Wells Infirmary Main Block (Also Known As Priory Hospital) is a Grade II listed building in the Somerset local planning authority area, England. Hospital. 5 related planning applications.
Wells Infirmary Main Block (Also Known As Priory Hospital)
- WRENN ID
- eastward-steeple-rye
- Grade
- II
- Local Planning Authority
- Somerset
- Country
- England
- Type
- Hospital
- Source
- Historic England listing
Description
WELLS
ST5445 GLASTONBURY ROAD 662-1/5/76 (North side) 13/09/72 Wells Infirmary, main block (also known as Priory Hospital)
GV II
Former workhouse, now hospital. 1845, by ST Welch, extended 1871. Local stone squared and coursed, with Bath stone dressings, Welsh slate roofs between coped gables, brick chimney stacks. EXTERIOR: mostly 2 storeys, but with 3-storey centre crossing south elevation of 15 bays, of which bays 1 and 15, and the central bays 6 to 10, project slightly. In a Tudor style. Bays 1 and 15 have angled corner buttresses with single offsets and pinnacles, the gables also having central pinnacles, with band course to first floor sills, single-light 4-centre arched windows to both floors with arched labels, steel casements inserted, trefoil panels in gables. Bays 2 to 5 and bays 11 to 14 have rectangular windows with square labels. Of the central projecting bays, bay 6 and 10 have corner buttresses and pinnacles, and bays 7 and 9 are canted so that bay 8 has a greater projection, these bays three storey, forming south end of the central crosswing.

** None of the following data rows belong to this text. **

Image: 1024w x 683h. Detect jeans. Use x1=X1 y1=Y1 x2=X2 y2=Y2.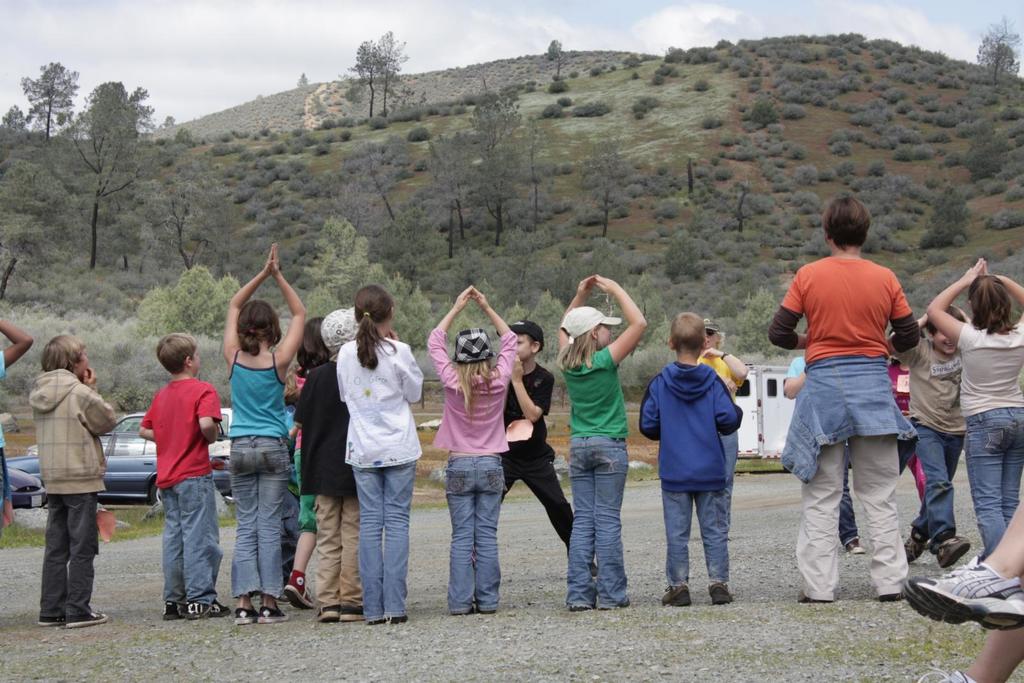
x1=227 y1=440 x2=290 y2=601.
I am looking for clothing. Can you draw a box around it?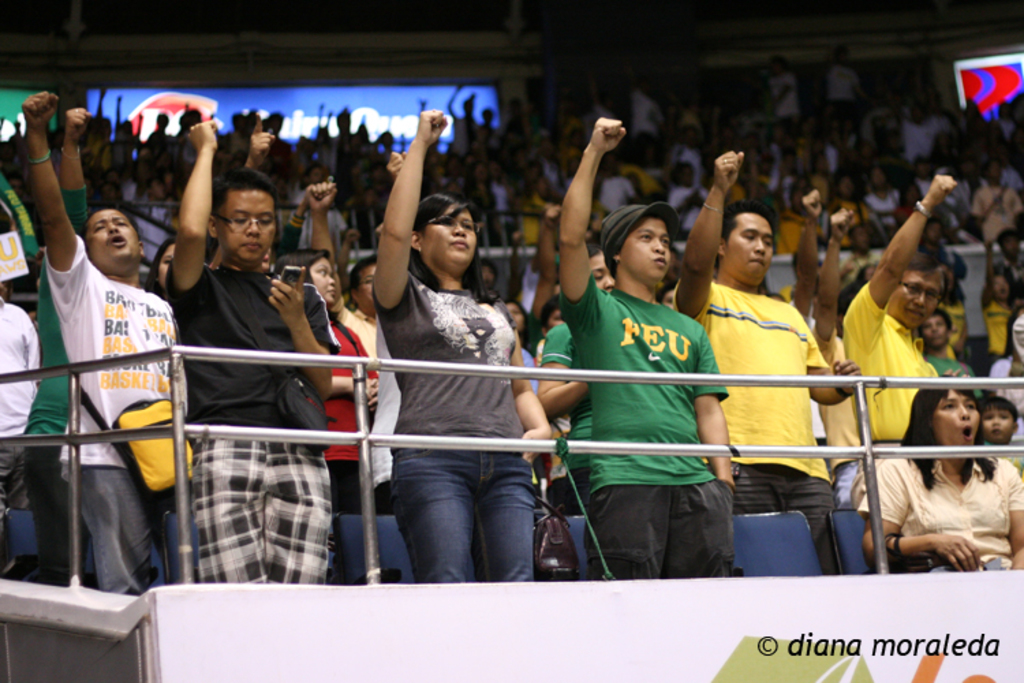
Sure, the bounding box is box(558, 270, 733, 583).
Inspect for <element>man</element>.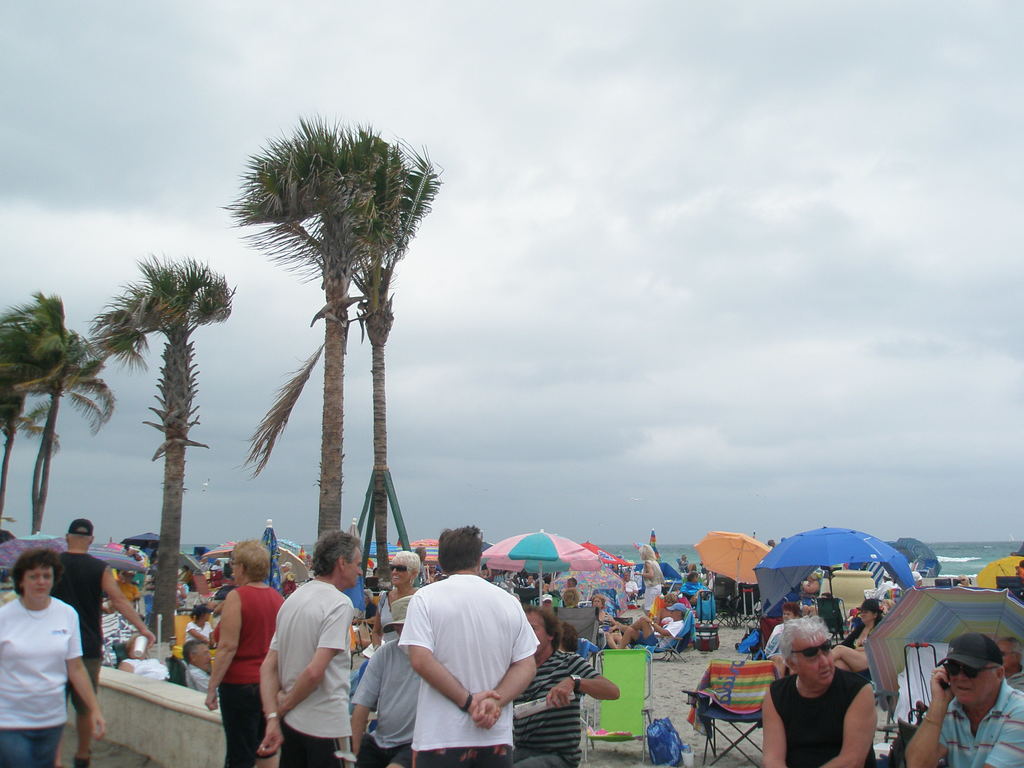
Inspection: detection(502, 607, 616, 767).
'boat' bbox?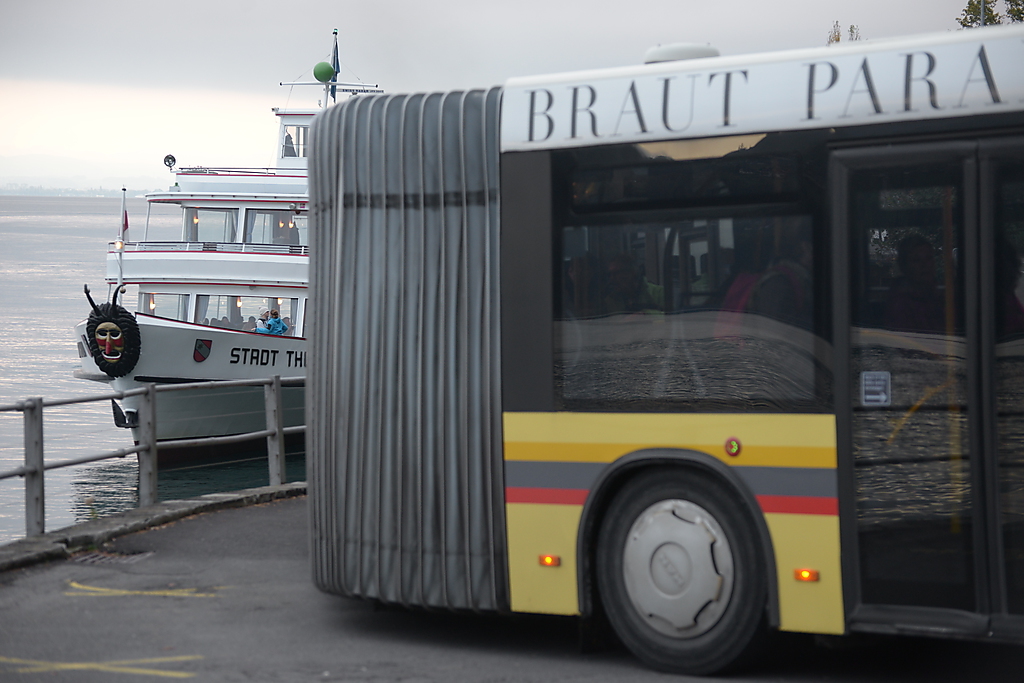
(x1=78, y1=100, x2=369, y2=517)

Plain doorways to bays 6 and 10 and plain rectangular windows to ground floor bays 7 and 9, the first floor bays have 2-light 'Y'-traceried windows with transoms and arched labels to all but bay 8, which in a matching 4-light window. The second-floor windows to this section have square windows on the splays and another 4-light window to bay 8, over which is a statue recess in the pinnacled gable. The main entrance in bay 8 has a pair of panelled doors in a 4-centre arch flanked by two lancet windows, over which is a pediment hood on brackets and a wrought-iron bracket for a light, the door approached by 5 steps with simple wrought-iron handrail. The side crosswings have some 12-pane sash windows in segmental arched openings, these are echoed in the Red Cross medical loan store attached at the north end of the west wing by a short link wing. The taller centre crosswing has 5 bays, then canted ends leading to an octagonal tower in the centre, with a matching 5-bay unit northwards, again mostly with sash windows in segmental arched-openings. INTERIOR: not inspected. (Buildings of England: Pevsner N: North Somerset and Bristol: London: 1958-: 326).